Frequently asked questions
- Knight Capital Funding vs Knight Capital — are these the same?
- Different entities despite the name overlap. Knight Capital Funding is the MCA shop in the $5K – $500K small-business band. Knight Capital Group (the original Knight Capital) was a NYSE market-maker firm acquired by Getco in 2012 to form KCG Holdings, then acquired by Virtu Financial in 2017 — entirely unrelated to small-business MCA. The naming overlap creates SEO confusion but operationally there's no connection. When you see Knight Capital Funding on a contract, that's the MCA entity.

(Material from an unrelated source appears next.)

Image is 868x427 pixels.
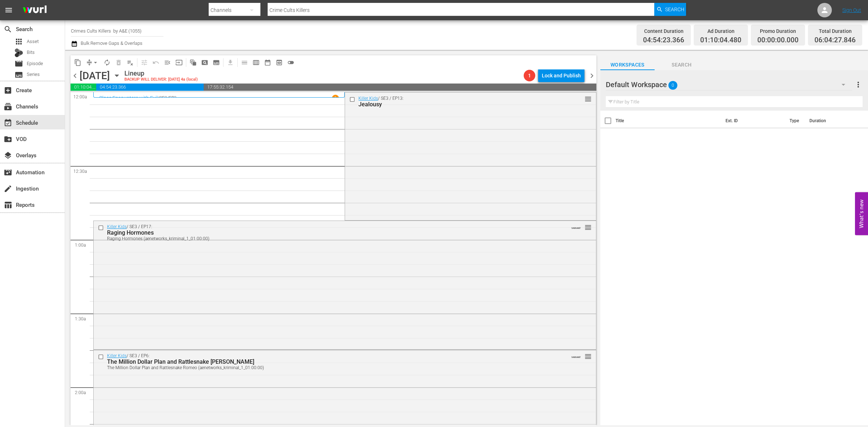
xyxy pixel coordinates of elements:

- Is Knight Capital Funding's reconciliation policy enforceable?
- Contractually yes, practically tighter than direct A-paper funders. Knight's reconciliation policy exists in the MCA agreement but enforcement requires substantial documentation (typically 3 months of bank statements showing the revenue decline plus financial projections). Smaller balance sheet means less margin to absorb large reconciliation adjustments — merchants report longer response times than at Credibly or Forward Financing. For seasonal businesses, get reconciliation policy specifics in writing and consider a funder with more documented reconciliation responsiveness.
- My ISO is pushing Knight at 1.38 factor — what do I do?
- Always get a second quote. If your file is A or upper-B paper (575+ FICO, 6+ months TIB, single position, clean statements), Credibly will likely quote 1.22 – 1.30 — saving 8 – 16 points. Knight's 1.38 reflects either genuine B/C-paper risk pricing OR broker commission markup; you can't tell from the quote alone. Push for a Credibly quote in writing before accepting Knight. If Credibly declines or quotes higher, Knight's offer is legitimate market pricing; if Credibly quotes materially lower, your ISO was capturing commission spread that you can avoid.